- [EXERCISE DIRECTIONS] Your output must consist of the records printed verbatim, with the pictures excluded.
** Opening INPUT RECORDS block **
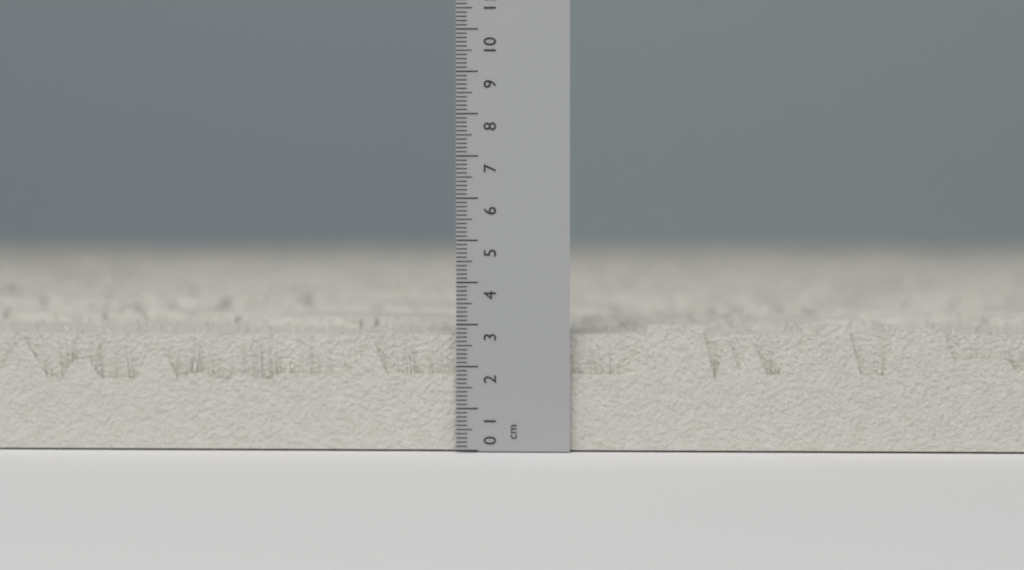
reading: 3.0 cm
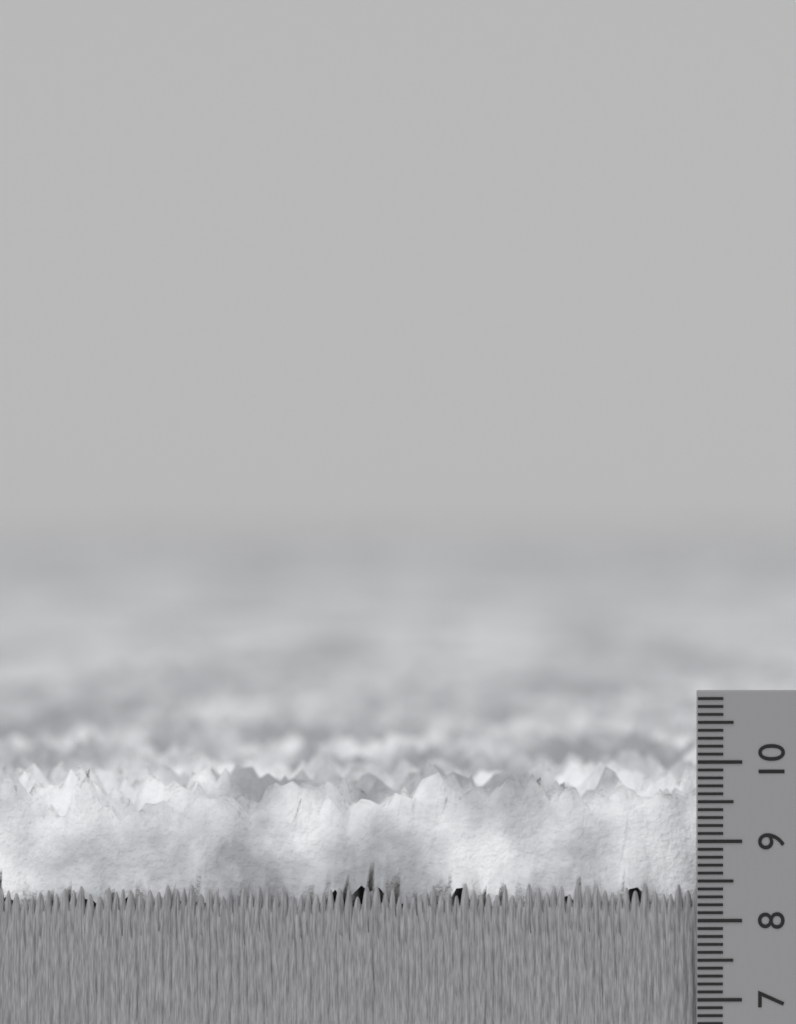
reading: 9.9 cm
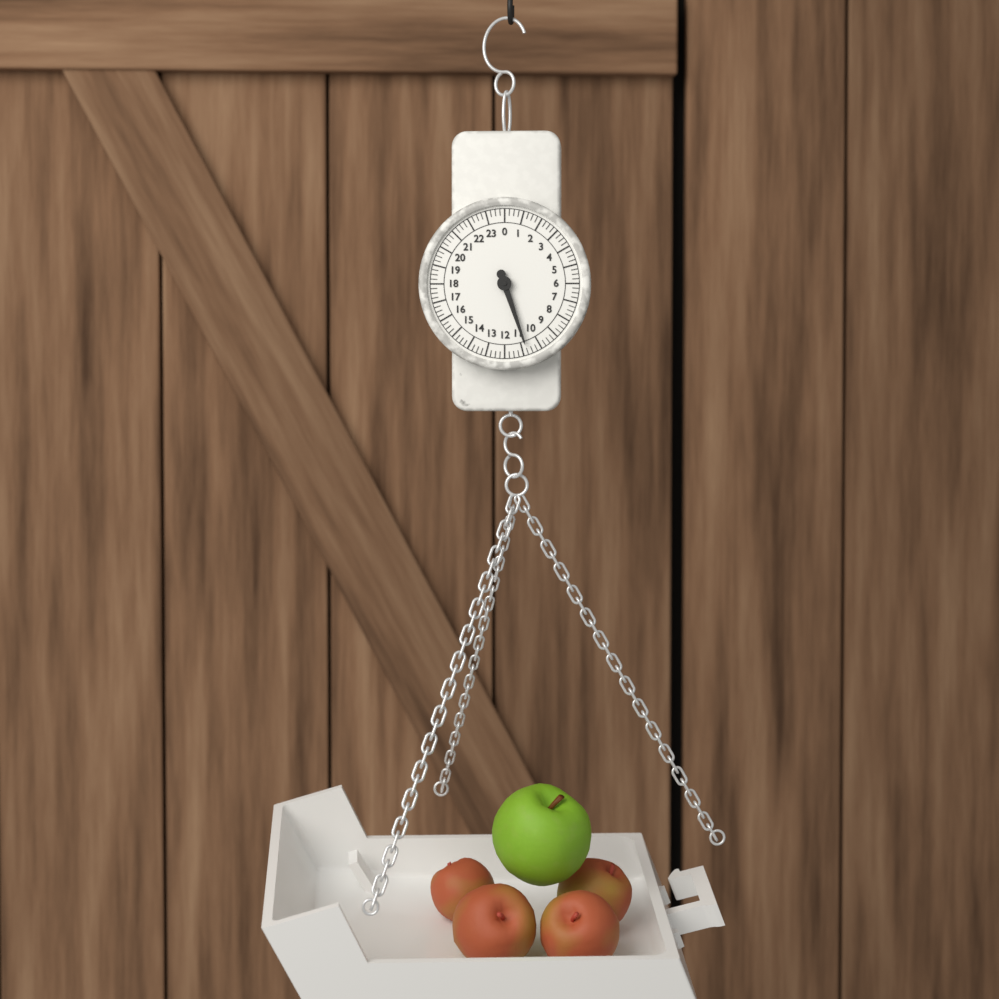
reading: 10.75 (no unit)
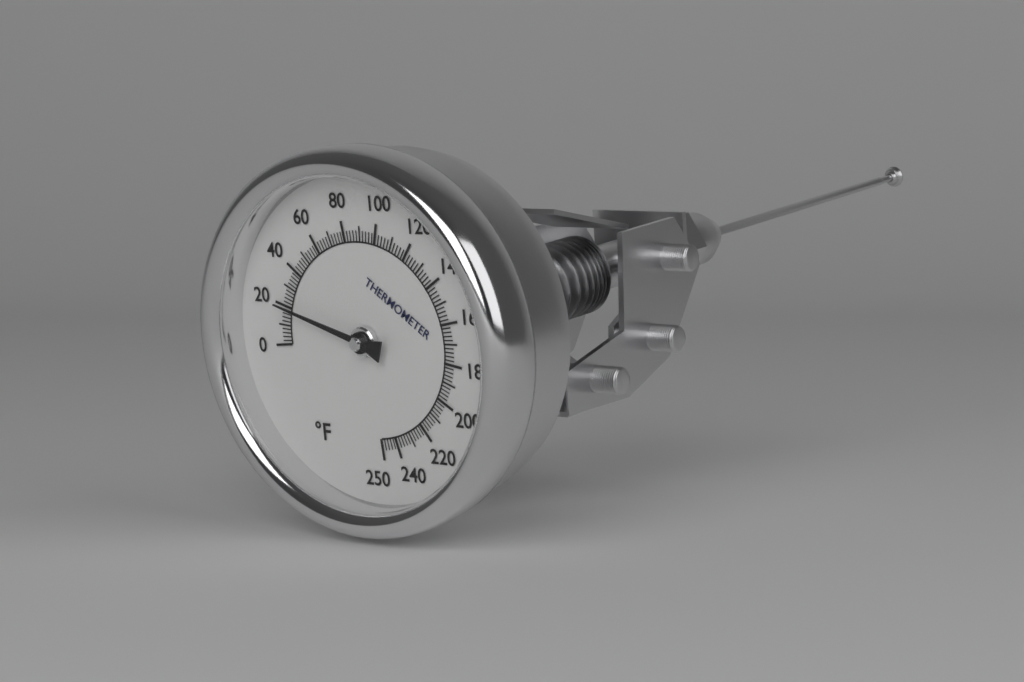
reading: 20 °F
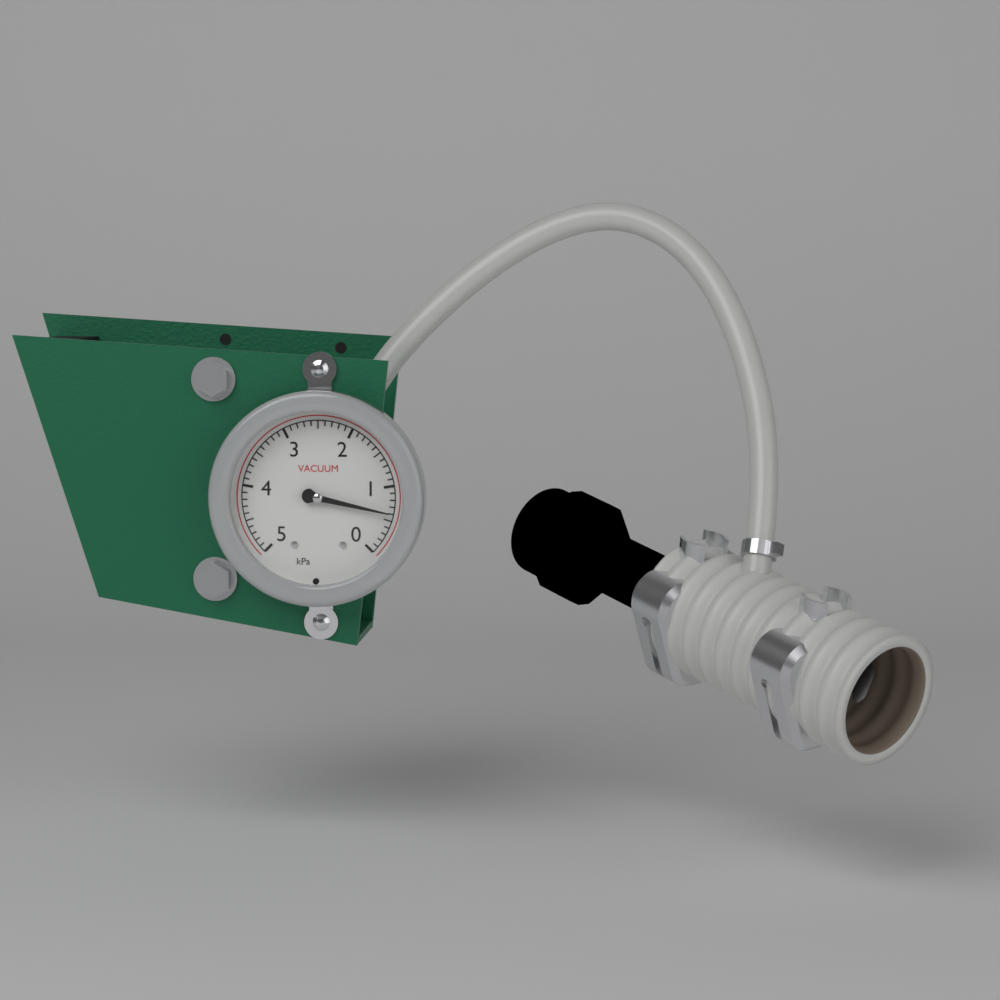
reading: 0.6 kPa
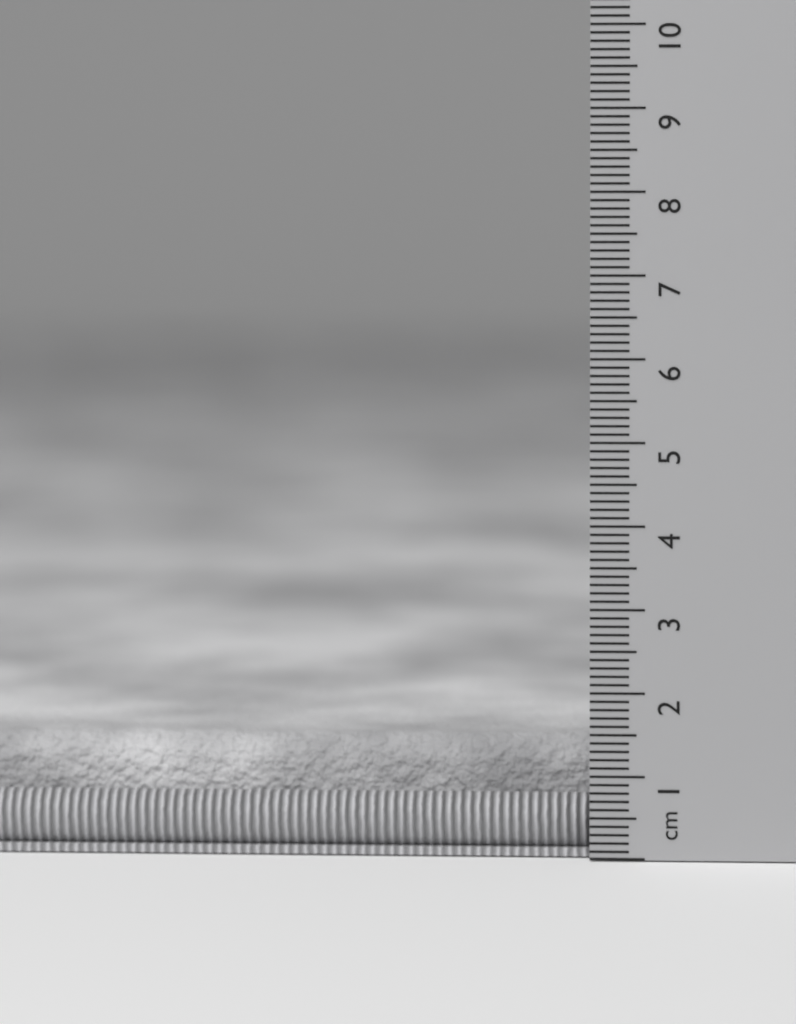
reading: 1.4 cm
** Closing INPUT RECORDS block **
- [RESPONSE FOR THIS EXERCISE]
reading: 3.0 cm
reading: 9.9 cm
reading: 10.75 (no unit)
reading: 20 °F
reading: 0.6 kPa
reading: 1.4 cm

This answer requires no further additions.